(Beginning of Data shown)
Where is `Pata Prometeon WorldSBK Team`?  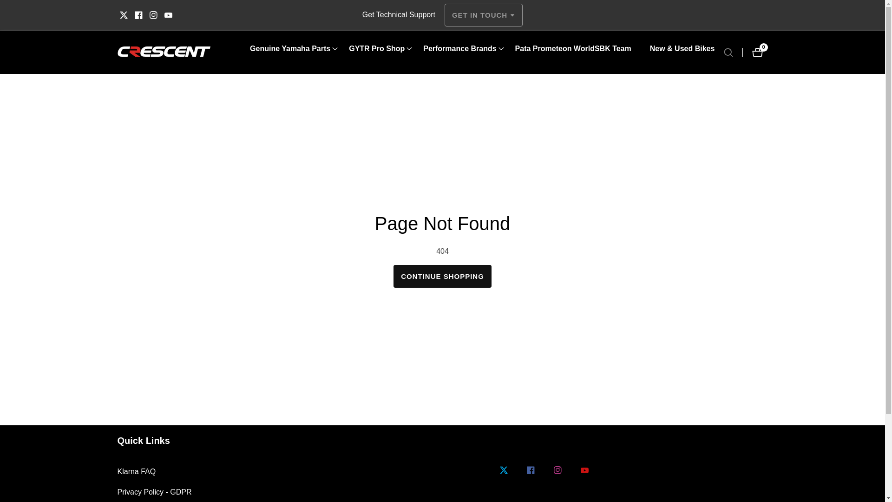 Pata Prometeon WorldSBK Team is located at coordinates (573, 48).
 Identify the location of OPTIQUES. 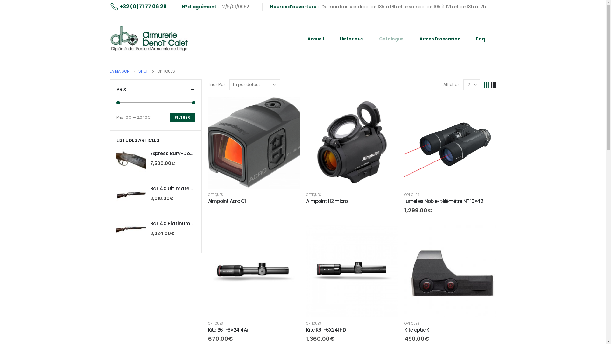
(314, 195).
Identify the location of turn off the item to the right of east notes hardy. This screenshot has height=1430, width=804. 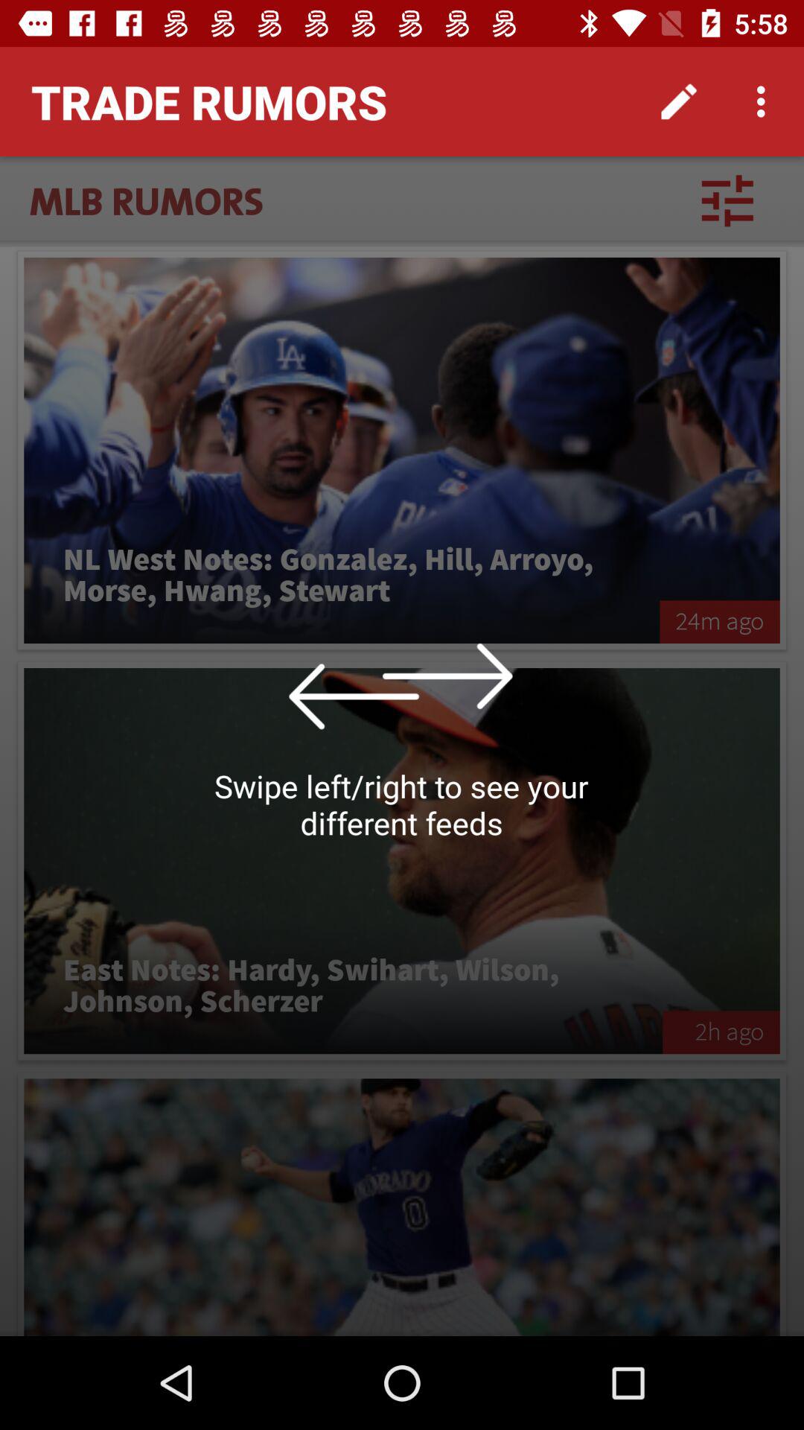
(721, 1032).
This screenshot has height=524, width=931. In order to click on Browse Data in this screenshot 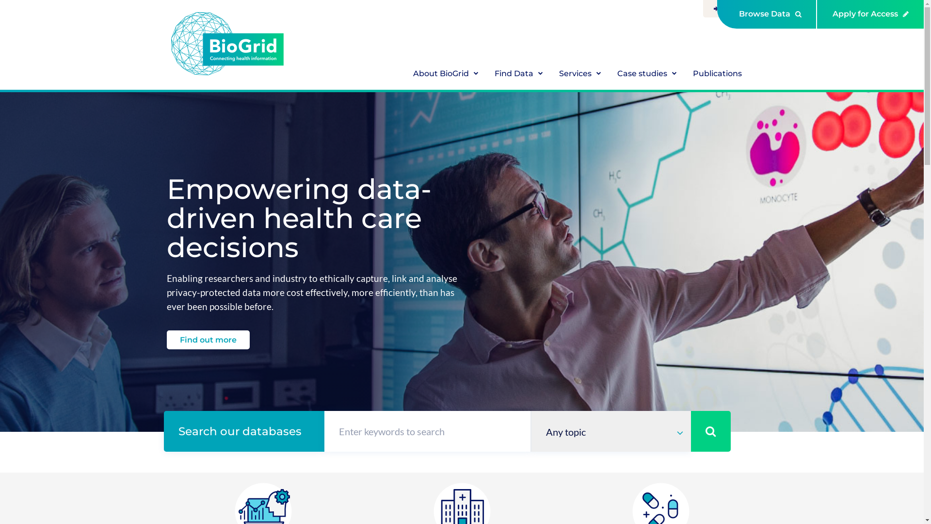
(End of Data shown)
Task objective: The lines from the one holding "Identify the location of OPTIQUES." through the end of the entries are to be transcribed exactly, both ends included, with the pictures left out.

Answer to the exercise:
 Identify the location of OPTIQUES. 
(314, 195).
Identify the location of turn off the item to the right of east notes hardy. This screenshot has height=1430, width=804. 
(721, 1032).
This screenshot has height=524, width=931. In order to click on Browse Data in this screenshot 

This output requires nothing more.